Everything We Know About Donald Trump's Relationship With Jeffrey Epstein

Photo credit: Davidoff Studios Photography - Getty Images
Photo credit: Davidoff Studios Photography - Getty Images

From Esquire

Photo credit: Davidoff Studios Photography - Getty Images
Photo credit: Davidoff Studios Photography - Getty Images

Netflix’s Jeffrey Epstein: Filthy Rich focuses on the most important figures in the Jeffrey Epstein saga—sexual assault survivors. But it also tells stories of the late multimillionaire financier and convicted sex offender’s ties to some of the most influential men in the world. And though there were plenty of big names in Epstein’s little black book, he at one point counted two presidents among his friends: Bill Clinton and Donald Trump.

Trump and Epstein’s friendship ended in an apparent falling out, but the Epstein story still intersected with the future president’s political life. Here’s what you need to know.

Both Trump and Epstein were fixtures in New York and Palm Beach society circles.

The wealthy pair were fixtures of the 1980s and 1990s society scene. “In those days, if you didn’t know Trump and you didn’t know Epstein, you were a nobody,” famed attorney Alan Dershowitz, who’s served as a lawyer for both men, told The New York Times last year.

The same Times article told of a party the future president hosted at his Mar-a-Lago club in 1992. The guest list? Epstein, Trump, and 28 “calendar girl” competition contestants. Ten years later, Trump told New York Magazine that he’d known Epstein for 15 years. “Terrific guy,” said Trump. “He’s a lot of fun to be with. It is even said that he likes beautiful women as much as I do, and many of them are on the younger side.” Trump’s name appears on the flight log for Epstein’s plane, and Epstein’s brother claimed that Trump flew on the aircraft “numerous times

Photo credit: Davidoff Studios Photography - Getty Images
Photo credit: Davidoff Studios Photography - Getty Images

When the allegations against Epstein became national news in 2019, Trump distanced himself from the convicted sex offender, saying that he “was not a fan” of the disgraced financier and eventually banned him from Mar-a-Lago.

And it does seem to be true that the two had a falling out in the years following that now-infamous New York Magazine quote. The Washington Post reported that in 2004 the two men each tried to buy the same Palm Beach mansion. Trump eventually won the auction, and later sold the home for more than twice the $41.35 million he spent on it. But the Post reported that the competition over the beachfront property spelled the end of Trump and Epstein’s friendship.

During the 2016 election, an anonymous woman filed and then dropped a lawsuit accusing Trump of raping her at a party hosted by Epstein in 1994, when she was just 13-years-old. Trump denied the allegations as being “categorically false,” and reporters have also deemed the account to be potentially unreliable, as it was shopped to the media by fringe figures that included a former Jerry Springer producer. According to Vox, the sole journalist who was able to interview the anonymous accuser, “came away confused and even doubting whether [she] really exists.”

Epstein’s plea deal became a scandal for a member of Trump’s cabinet.

In 2005, a Florida woman told police that her stepdaughter had been molested by a rich local man. That tip led to an investigation by Palm Beach police and the FBI that uncovered multiple alleged victims who told of a “sexual pyramid scheme” in which girls were hired to recruit other young women to be molested, with victim counts numbering in the dozens.

In 2007, Epstein was indicted on sexual abuse charges that could have garnered him a life sentence. But instead, then-Miami US attorney Alexander Acosta cut Epstein a deal that found the financier of pleading guilty to soliciting prostitution from a minor in exchange for serving just 13 months in Palm Beach county jail. He was allowed to leave the jail for 12 hours a day almost every day of the week under a work release program that was supposed to exclude sex offenders.

“Acosta can talk until he's blue in the face about what they had and what they couldn't do,” Joe Berlinger, director of Netflix docuseries Jeffrey Epstein: Filthy Rich, told Esquire. “but it was an unprecedented, unheard of sweetheart deal.”

That deal would catch up with Acosta, who eventually became President Trump’s labor secretary, more than a decade later. Amid outrage over the leniency of the deal granted Epstein, Acosta stepped down from his cabinet position in 2019.

“He felt the constant drumbeat of press about a prosecution which took place under his watch more than 12 years ago was bad for the Administration, which he so strongly believes in,” tweeted Trump, “and he graciously tendered his resignation.”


Instructions for the task >> Every line of the records that holds the word "Abstieg" should be copied out.
· · · ·
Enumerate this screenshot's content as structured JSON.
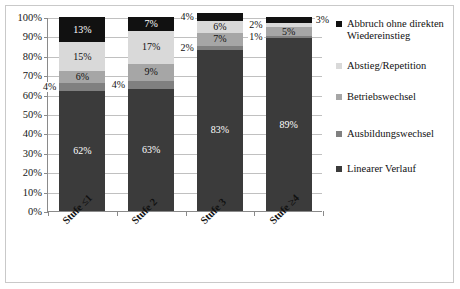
{
  "chart_data": {
    "type": "bar",
    "subtype": "stacked-column-100",
    "title": "",
    "xlabel": "",
    "ylabel": "",
    "ylim": [
      0,
      100
    ],
    "ytick_labels": [
      "100%",
      "90%",
      "80%",
      "70%",
      "60%",
      "50%",
      "40%",
      "30%",
      "20%",
      "10%",
      "0%"
    ],
    "ytick_values": [
      100,
      90,
      80,
      70,
      60,
      50,
      40,
      30,
      20,
      10,
      0
    ],
    "grid": true,
    "legend_position": "right",
    "categories": [
      "Stufe ≤1",
      "Stufe 2",
      "Stufe 3",
      "Stufe ≥4"
    ],
    "series": [
      {
        "name": "Linearer Verlauf",
        "color": "#3b3b3b",
        "values": [
          62,
          63,
          83,
          89
        ],
        "labels": [
          "62%",
          "63%",
          "83%",
          "89%"
        ],
        "label_placement": [
          "inside",
          "inside",
          "inside",
          "inside"
        ]
      },
      {
        "name": "Ausbildungswechsel",
        "color": "#808080",
        "values": [
          4,
          4,
          2,
          1
        ],
        "labels": [
          "4%",
          "4%",
          "2%",
          "1%"
        ],
        "label_placement": [
          "outside-left",
          "outside-left",
          "outside-left",
          "outside-left"
        ]
      },
      {
        "name": "Betriebswechsel",
        "color": "#a6a6a6",
        "values": [
          6,
          9,
          7,
          5
        ],
        "labels": [
          "6%",
          "9%",
          "7%",
          "5%"
        ],
        "label_placement": [
          "inside",
          "inside",
          "inside",
          "inside"
        ]
      },
      {
        "name": "Abstieg/Repetition",
        "color": "#d9d9d9",
        "values": [
          15,
          17,
          6,
          2
        ],
        "labels": [
          "15%",
          "17%",
          "6%",
          "2%"
        ],
        "label_placement": [
          "inside",
          "inside",
          "inside",
          "outside-left"
        ]
      },
      {
        "name": "Abbruch ohne direkten Wiedereinstieg",
        "color": "#111111",
        "values": [
          13,
          7,
          4,
          3
        ],
        "labels": [
          "13%",
          "7%",
          "4%",
          "3%"
        ],
        "label_placement": [
          "inside",
          "inside",
          "outside-left",
          "outside-right"
        ]
      }
    ]
  },
  "legend": {
    "items": [
      {
        "label": "Abbruch ohne direkten Wiedereinstieg",
        "color": "#111111"
      },
      {
        "label": "Abstieg/Repetition",
        "color": "#d9d9d9"
      },
      {
        "label": "Betriebswechsel",
        "color": "#a6a6a6"
      },
      {
        "label": "Ausbildungswechsel",
        "color": "#808080"
      },
      {
        "label": "Linearer Verlauf",
        "color": "#3b3b3b"
      }
    ]
  },
  "colors": {
    "axis": "#8a8a8a",
    "grid": "#c0c0c0",
    "frame": "#c9c9c9",
    "text": "#111111",
    "background": "#ffffff"
  }
}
· · · ·
Exercise solution >>
        "name": "Abstieg/Repetition",
        "label": "Abstieg/Repetition",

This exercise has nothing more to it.